27 May 2020

Buskaid

The story of how Buskaid began is one of strange chance and coincidence. In late 1991 British viola player Rosemary Nalden happened to hear a short clip on Radio 4’s Today Programme about the difficulties besetting a string project in Diepkloof, Soweto. A couple of months later, a similar report appeared in the Independent on Sunday, a newspaper which she read only intermittently. Responding to this double plea for help, Rosemary organised a ‘busk’ in 16 British Rail stations, with the support of around 120 professional musician friends and colleagues, to raise cash for the young African string players. A month later, in April 1992, on the first of many visits to the project (which was located in the washroom of a rundown community hall next to a sprawling squatter camp) Rosemary was overwhelmed by the wealth of talent and extraordinary motivation of the dozens of children coming in for lessons. Over the next few years, the UK’s Buskaid Trust (formed in 1992) organised further fundraising ventures, but by then the township project was running into unresolvable internal difficulties. In 1997, in response to requests from several of the children and their parents, Rosemary started a new project in a tiny dilapidated office attached to a priest’s house in Diepkloof. Around fifteen children from the original project formed the nucleus of this new venture; soon many more were applying to join.
In l999, with the support of a number of South African companies and trusts, Buskaid opened its own purpose-built Music School, also in Diepkloof. By now its numbers had more than doubled, and when word spread that the new school had opened, Rosemary was inundated with requests from many more children to join. The strange phenomenon of this fascination in the townships for playing the violin can in part be explained by a visit to South Africa in 1950 by Yehudi Menuhin, who, defying the terms of his contract, performed to a black audience in Sophiatown. In the audience was a young boy who was enormously inspired by Menuhin’s playing, and against all odds subsequently managed to find someone to teach him the violin. Four of his pupils eventually formed the Soweto String Quartet, many of whose children have studied at Buskaid.






6 May 2020

My recipe from Sweden


POTATOES HASSELBACK


Ingredients:
potatoes, as you want
1 spoon of olive oil
pepper and salt
Recepe:
We put the oven on 200ºC
We wash the potatoes
We have to cut with form of acordeon
When we cut, tou add salt and pepper, as you want
We put in the oven until 45 minutes
And we have the potatoes hasselback!!!!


» WORK INSTRUCTION:
What you return must be the data below, word for word, without any images.

» SUPPLIED RECORDS:

*-*-*

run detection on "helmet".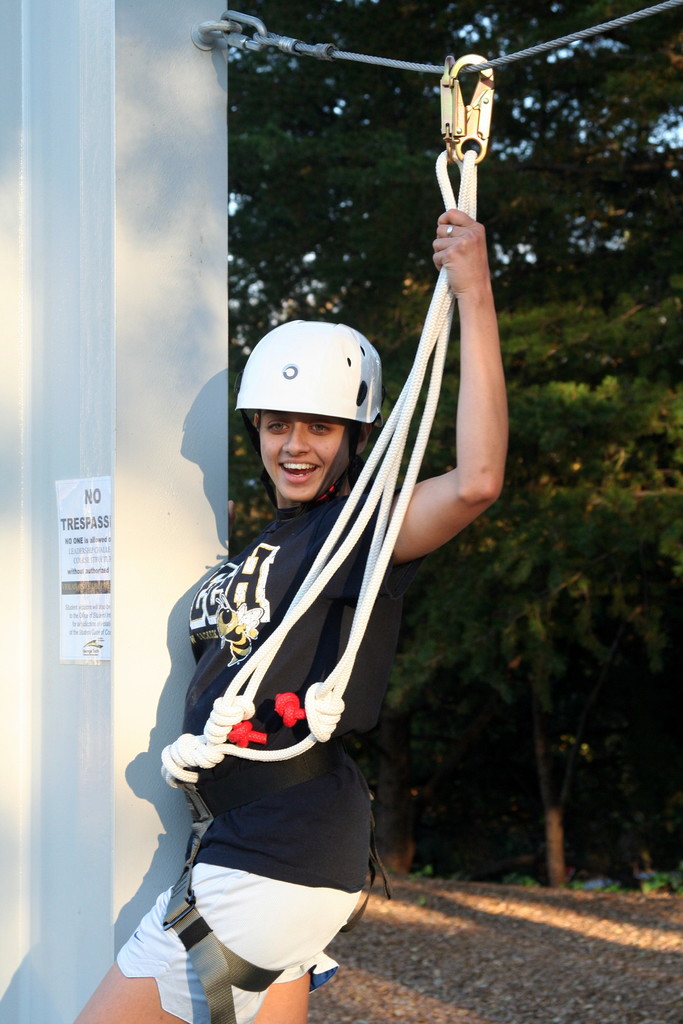
Result: bbox=(257, 320, 388, 424).
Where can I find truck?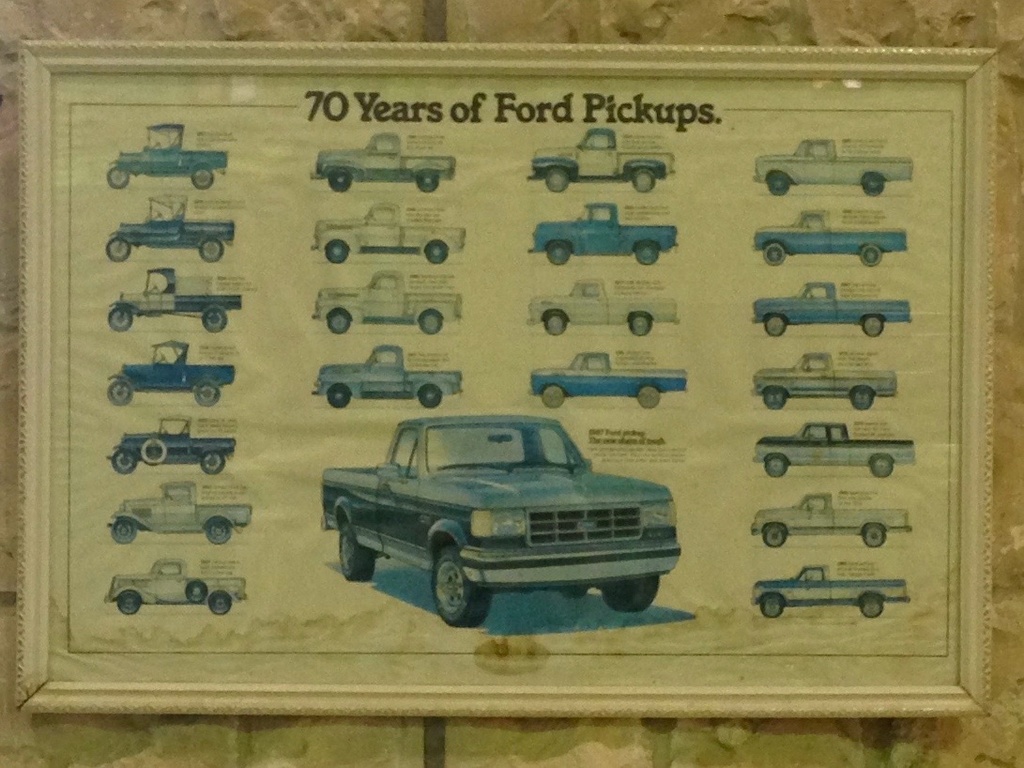
You can find it at detection(110, 417, 238, 470).
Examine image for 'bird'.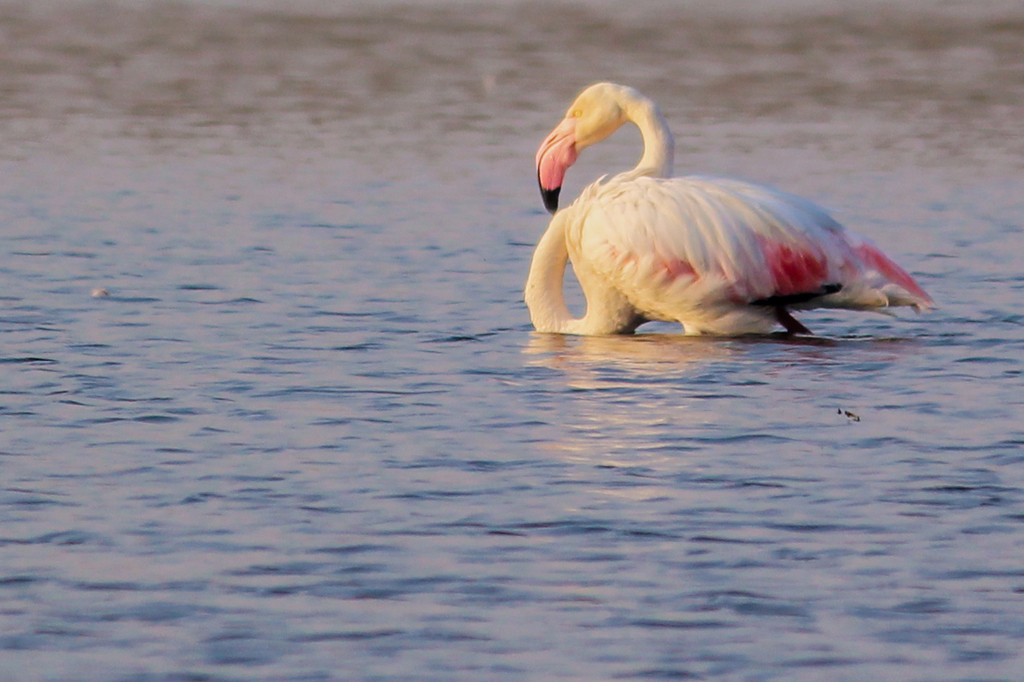
Examination result: BBox(553, 95, 933, 354).
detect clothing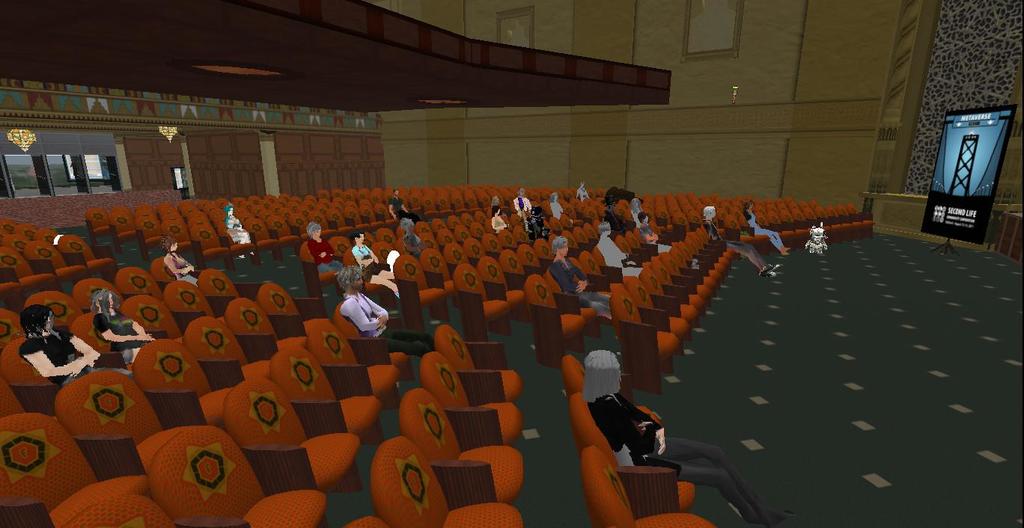
detection(97, 307, 147, 356)
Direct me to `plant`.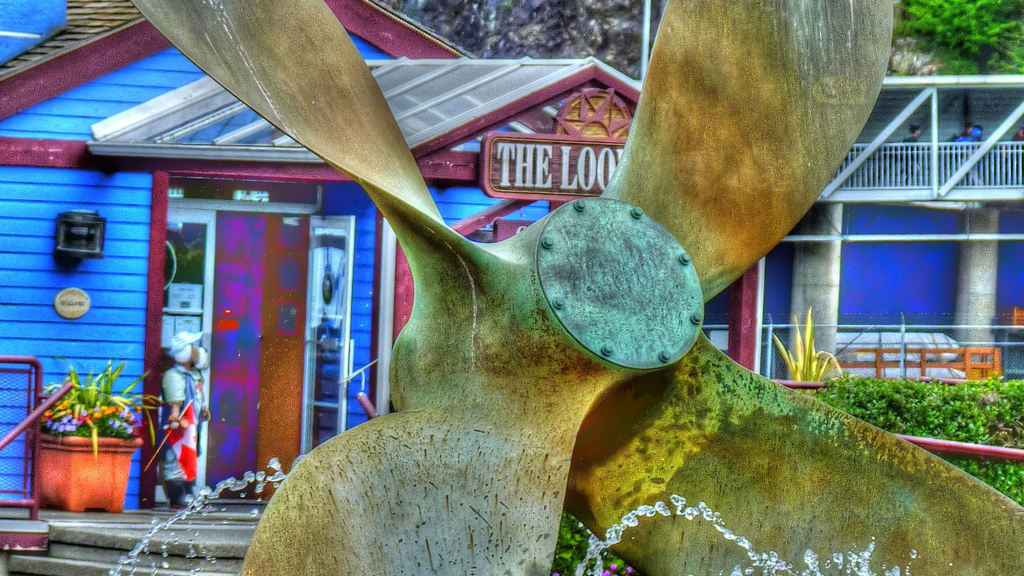
Direction: Rect(829, 372, 1023, 508).
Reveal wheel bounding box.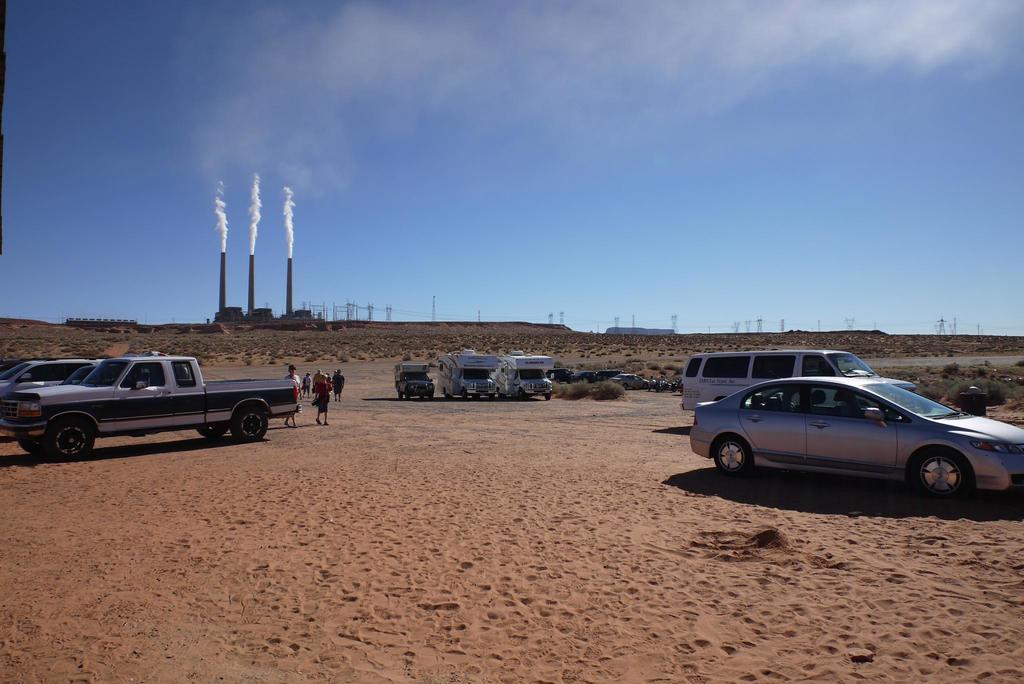
Revealed: 407, 394, 411, 399.
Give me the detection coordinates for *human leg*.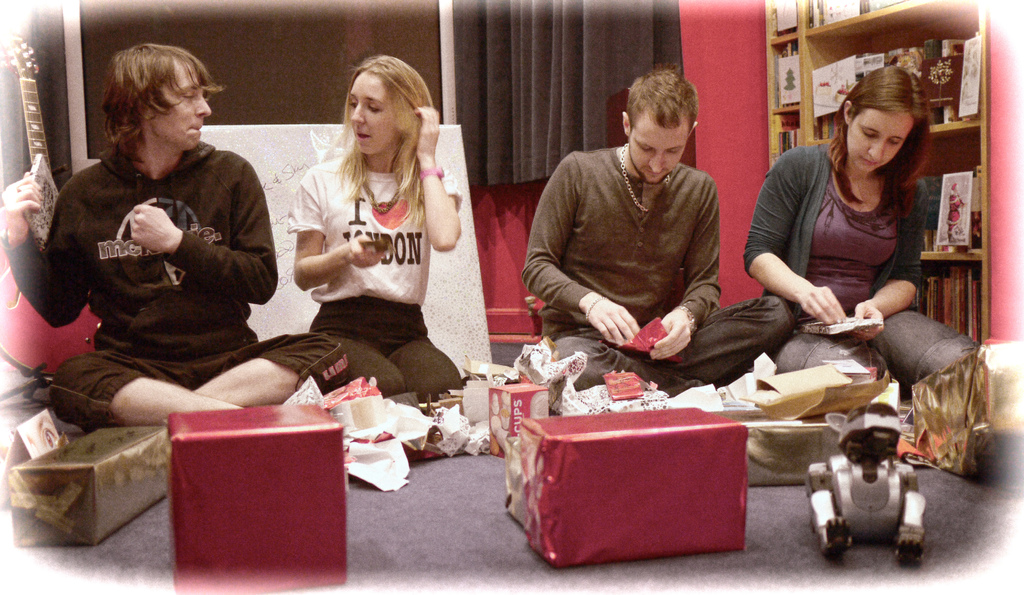
380/302/458/406.
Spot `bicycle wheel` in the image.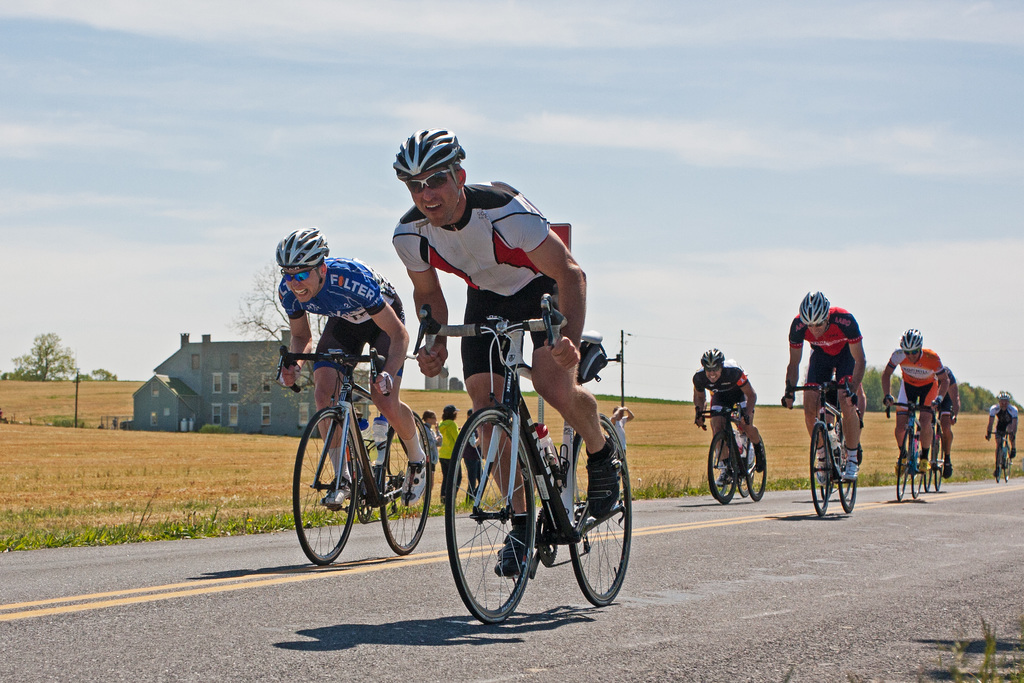
`bicycle wheel` found at [x1=564, y1=413, x2=632, y2=608].
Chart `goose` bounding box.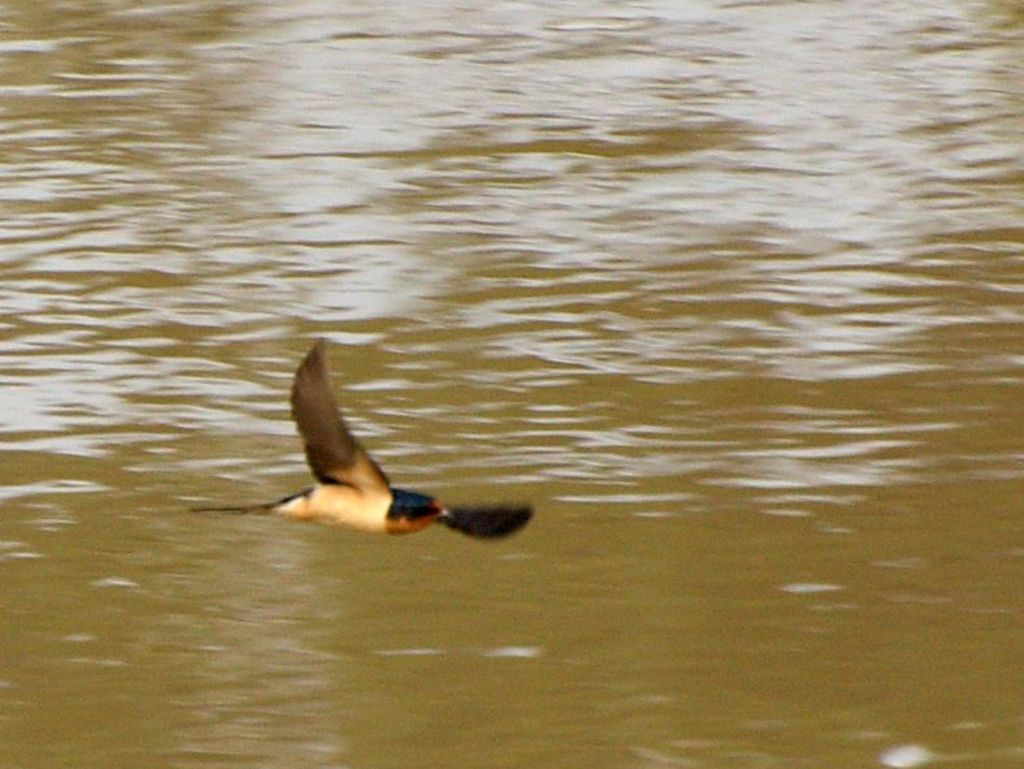
Charted: Rect(196, 340, 537, 541).
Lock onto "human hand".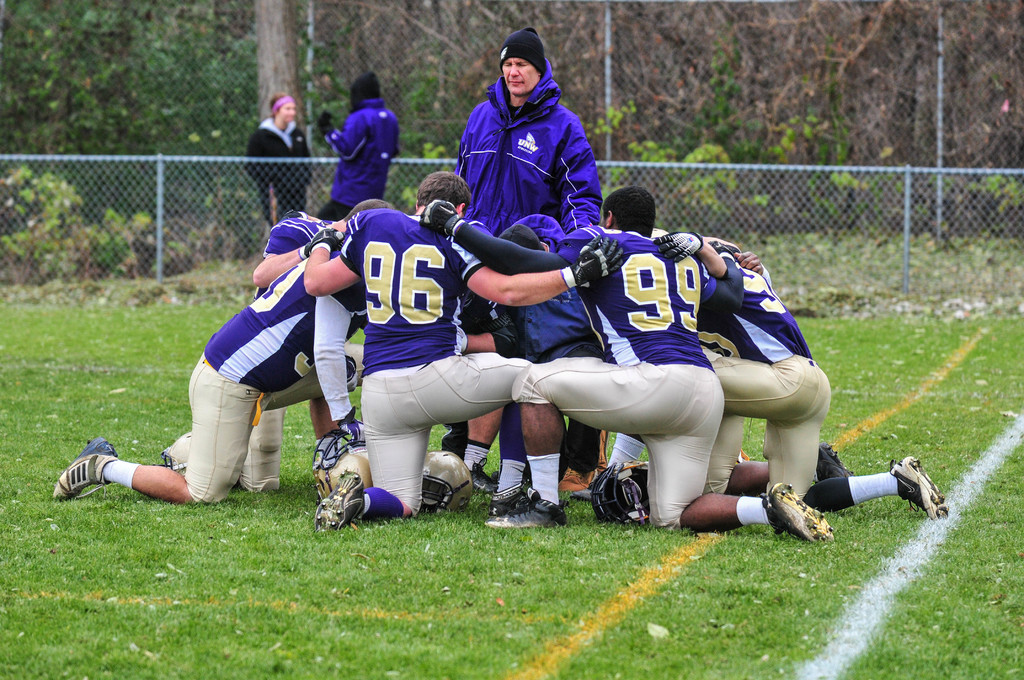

*-*-*

» OUTPUT OF THE TASK:
run detection on "helmet".
Result: bbox=(257, 320, 388, 424).
Where can I find truck?
You can find it at detection(110, 417, 238, 470).
Examine image for 'bird'.
Examination result: BBox(553, 95, 933, 354).
detect clothing
detection(97, 307, 147, 356)
Direct me to `plant`.
Direction: Rect(829, 372, 1023, 508).
Reveal wheel bounding box.
Revealed: 407, 394, 411, 399.
Give me the detection coordinates for *human leg*.
380/302/458/406.
Spot `bicycle wheel` in the image.
`bicycle wheel` found at [x1=564, y1=413, x2=632, y2=608].
Chart `goose` bounding box.
Charted: Rect(196, 340, 537, 541).
Lock onto "human hand".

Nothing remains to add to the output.